Sow some love
India is a country where we have 365 festivals for 365 days of the year. Our whole culture revolves around celebration of some kind or the other. If today is ploughing day, it is reason for celebration. If tomorrow is planting day, there’s another kind of celebration. Harvesting, of course, is a major event in our rural life, which we celebrate as Pongal or Makar Sankranti.
But in the last 20 years, the life of a rural Indian has gone down terribly. Old systems have broken down and nothing new has come up to support him. For example, during Pongal, farmers would put make-up on their bulls, paint them colourfully, and walk on the street with pride. But today he is ashamed of taking out his two bulls, simply because he has attended school till the fifth standard. You don’t know what kind of damage this is doing to his life — there is nothing else for him to do, agriculture is his livelihood, and yet he yearns for another life.
Agriculture as a remunerative pursuit can be heartbreaking.

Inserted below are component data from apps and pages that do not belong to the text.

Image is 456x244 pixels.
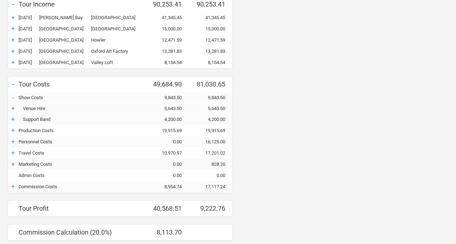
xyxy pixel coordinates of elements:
div: 0.00 [145,162,189,167]
div: - [8,94,18,101]
div: Show Costs [18,95,145,100]
div: 12,471.59 [189,37,232,43]
div: 9,843.50 [145,95,189,100]
span: [DATE] [18,15,32,20]
div: + [8,59,18,66]
span: [DATE] [18,49,32,54]
div: 13,281.83 [189,49,232,54]
div: + [8,25,18,32]
div: Travel Costs [18,150,145,156]
div: 49,684.90 [145,80,189,88]
div: Commission Calculation (20.0%) [18,229,145,236]
div: 9,843.50 [189,95,232,100]
div: 41,345.45 [189,15,232,20]
div: + [8,161,18,168]
div: + [8,105,18,112]
div: Melbourne [18,37,91,43]
div: 0.00 [189,173,232,178]
div: + [8,183,18,190]
div: Electric Island [91,26,145,32]
div: Byron Bay [18,15,91,20]
div: 17,117.24 [189,184,232,190]
div: 81,030.65 [189,80,232,88]
div: 13,281.83 [145,49,189,54]
div: Tour Costs [18,80,145,88]
div: Brisbane [18,60,91,65]
div: 19,915.69 [189,128,232,133]
div: Production Costs [18,128,145,133]
div: 5,643.50 [189,106,232,111]
div: + [8,36,18,43]
div: Beach Hotel [91,15,145,20]
div: Admin Costs [18,173,145,178]
div: 5,643.50 [145,106,189,111]
div: Sydney [18,49,91,54]
div: Venue Hire [18,106,145,111]
div: Commission Costs [18,184,145,190]
div: Oxford Art Factory [91,49,145,54]
div: 17,201.02 [189,150,232,156]
div: Support Band [18,117,145,122]
div: 16,125.00 [189,139,232,145]
div: 8,113.70 [145,229,189,236]
div: Perth [18,26,91,32]
div: 15,000.00 [189,26,232,32]
div: 40,568.51 [145,205,189,212]
span: [DATE] [18,37,32,43]
div: Tour Profit [18,205,145,212]
span: [DATE] [18,26,32,32]
div: + [8,116,18,123]
div: 4,200.00 [145,117,189,122]
div: Tour Income [18,0,145,8]
span: [DATE] [18,60,32,65]
div: 0.00 [145,173,189,178]
div: 8,154.54 [145,60,189,65]
div: Personnel Costs [18,139,145,145]
div: + [8,47,18,55]
div: 4,200.00 [189,117,232,122]
div: 0.00 [145,139,189,145]
div: 41,345.45 [145,15,189,20]
div: 19,915.69 [145,128,189,133]
div: 10,970.97 [145,150,189,156]
div: + [8,149,18,157]
div: + [8,14,18,21]
div: Howler [91,37,145,43]
div: 828.20 [189,162,232,167]
div: 8,954.74 [145,184,189,190]
div: 15,000.00 [145,26,189,32]
div: - [8,79,18,89]
div: 90,253.41 [145,0,189,8]
div: 12,471.59 [145,37,189,43]
div: + [8,138,18,145]
div: 9,222.76 [189,205,232,212]
div: 90,253.41 [189,0,232,8]
div: + [8,127,18,134]
div: Valley Loft [91,60,145,65]
div: 8,154.54 [189,60,232,65]
div: Marketing Costs [18,162,145,167]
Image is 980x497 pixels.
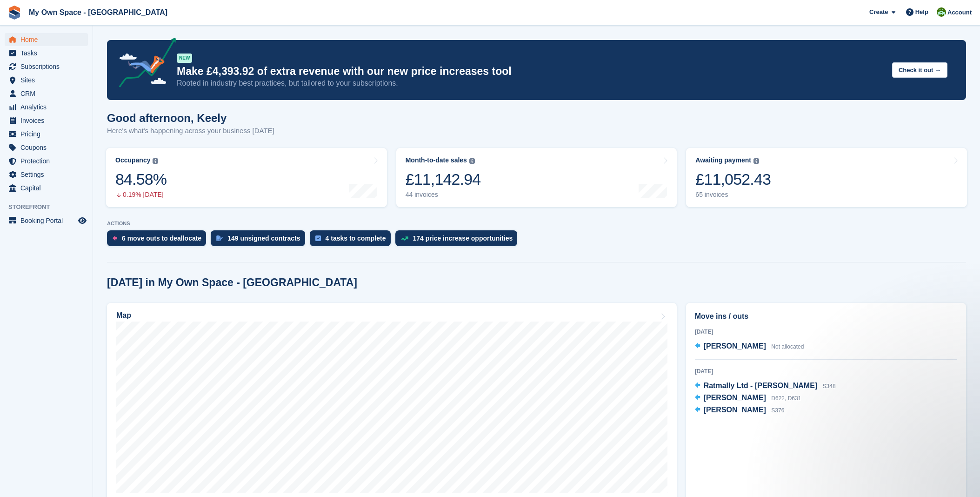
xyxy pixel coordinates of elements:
p: ACTIONS [107,221,966,227]
a: menu [5,33,88,46]
span: Capital [21,181,76,195]
span: CRM [21,87,76,100]
button: Check it out → [893,62,948,77]
div: [DATE] [695,328,957,336]
span: Create [869,7,888,17]
a: menu [5,181,88,195]
div: 174 price increase opportunities [413,234,513,242]
a: 149 unsigned contracts [211,230,310,251]
span: Ratmally Ltd - [PERSON_NAME] [704,382,817,390]
a: [PERSON_NAME] D622, D631 [695,392,802,404]
div: [DATE] [695,367,957,376]
img: icon-info-grey-7440780725fd019a000dd9b08b2336e03edf1995a4989e88bcd33f0948082b44.svg [153,158,158,163]
span: Analytics [21,101,76,113]
span: Tasks [21,47,76,59]
a: menu [5,214,88,227]
img: task-75834270c22a3079a89374b754ae025e5fb1db73e45f91037f5363f120a921f8.svg [316,235,321,241]
p: Rooted in industry best practices, but tailored to your subscriptions. [177,78,885,89]
a: Preview store [77,215,88,226]
div: NEW [177,53,192,63]
div: 44 invoices [406,191,481,199]
span: D622, D631 [771,395,801,402]
span: Help [915,7,929,17]
div: £11,142.94 [406,170,481,189]
a: menu [5,155,88,167]
a: Occupancy 84.58% 0.19% [DATE] [106,148,387,207]
p: Here's what's happening across your business [DATE] [107,125,274,136]
span: [PERSON_NAME] [704,342,767,350]
a: [PERSON_NAME] S376 [695,404,785,416]
span: Settings [21,168,76,181]
img: Keely [937,7,946,17]
div: Awaiting payment [696,156,751,164]
span: Pricing [21,127,76,141]
div: 65 invoices [696,191,771,199]
h2: Move ins / outs [695,311,957,322]
a: menu [5,168,88,181]
div: 149 unsigned contracts [227,234,300,242]
a: 174 price increase opportunities [396,230,522,251]
div: Occupancy [115,156,150,164]
a: [PERSON_NAME] Not allocated [695,340,805,353]
span: Storefront [9,202,93,211]
span: Invoices [21,114,76,127]
img: price_increase_opportunities-93ffe204e8149a01c8c9dc8f82e8f89637d9d84a8eef4429ea346261dce0b2c0.svg [401,236,408,241]
img: move_outs_to_deallocate_icon-f764333ba52eb49d3ac5e1228854f67142a1ed5810a6f6cc68b1a99e826820c5.svg [113,235,117,241]
a: My Own Space - [GEOGRAPHIC_DATA] [25,5,171,20]
span: Protection [21,155,76,167]
a: menu [5,141,88,154]
div: Month-to-date sales [406,156,467,164]
a: menu [5,87,88,100]
span: [PERSON_NAME] [704,406,767,414]
span: Not allocated [771,344,804,350]
p: Make £4,393.92 of extra revenue with our new price increases tool [177,65,885,78]
div: 4 tasks to complete [326,234,386,242]
a: 6 move outs to deallocate [107,230,211,251]
span: Sites [21,73,76,87]
img: contract_signature_icon-13c848040528278c33f63329250d36e43548de30e8caae1d1a13099fd9432cc5.svg [216,235,223,241]
img: icon-info-grey-7440780725fd019a000dd9b08b2336e03edf1995a4989e88bcd33f0948082b44.svg [754,158,759,163]
a: Ratmally Ltd - [PERSON_NAME] S348 [695,380,836,392]
a: menu [5,47,88,59]
a: Awaiting payment £11,052.43 65 invoices [686,148,967,207]
div: 6 move outs to deallocate [122,234,201,242]
span: Home [21,33,76,46]
span: Subscriptions [21,60,76,73]
img: price-adjustments-announcement-icon-8257ccfd72463d97f412b2fc003d46551f7dbcb40ab6d574587a9cd5c0d94... [111,37,176,91]
a: menu [5,114,88,127]
a: Month-to-date sales £11,142.94 44 invoices [396,148,677,207]
h1: Good afternoon, Keely [107,111,274,124]
span: Coupons [21,141,76,154]
div: £11,052.43 [696,170,771,189]
span: S348 [823,383,836,390]
a: menu [5,127,88,141]
h2: [DATE] in My Own Space - [GEOGRAPHIC_DATA] [107,276,358,289]
span: [PERSON_NAME] [704,394,767,402]
span: Account [948,8,972,17]
a: menu [5,101,88,113]
span: Booking Portal [21,214,76,227]
a: 4 tasks to complete [310,230,396,251]
a: menu [5,73,88,87]
a: menu [5,60,88,73]
h2: Map [116,312,131,320]
div: 0.19% [DATE] [115,191,167,199]
div: 84.58% [115,170,167,189]
img: stora-icon-8386f47178a22dfd0bd8f6a31ec36ba5ce8667c1dd55bd0f319d3a0aa187defe.svg [7,5,21,19]
img: icon-info-grey-7440780725fd019a000dd9b08b2336e03edf1995a4989e88bcd33f0948082b44.svg [470,158,475,163]
span: S376 [771,407,785,414]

Joyless agriculture leads to farmers’ suicide and other oppressions. When people worked on the land with a deep connection to it, there was a different feeling about it. The wonder about our country is, though we have almost no agricultural infrastructure in rural areas, our farmers are producing food for 1.2 billion people. This is a feat that our farmers have achieved on the strength of our traditional knowledge which is now being eroded and for which we will pay a very heavy price. If our ability to produce food for one billion people goes away, we as a nation could break up.
So rural revitalisation is very important. This is not something a government can do alone. A government can change policies and give a certain impetus, but it cannot change each and every individual’s life.
People keep asking me, “What to do? The government does not have resources.” Today, corporations have become so large that they are nations by themselves. Each industry can take up one taluk in the country to set up training, education, healthcare — not as charity, but as a long-term investment in India’s future. If they do this, in 10 years’ time we will have a fabulous human resource. Industry has to partner with the government, NGOs and the concerned people to this end.
We always think that India is huge, that it has 120 crore people. That is not the way to think. Think of one district and get down to transforming it. For too long we have been talking about change half-heartedly, without any comprehensive policy or action plan. It’s time to make it happen.
Sadhguru Jaggi Vasudev, an internationally renowned spiritual leader, is a visionary, a humanitarian, author, poet and speaker.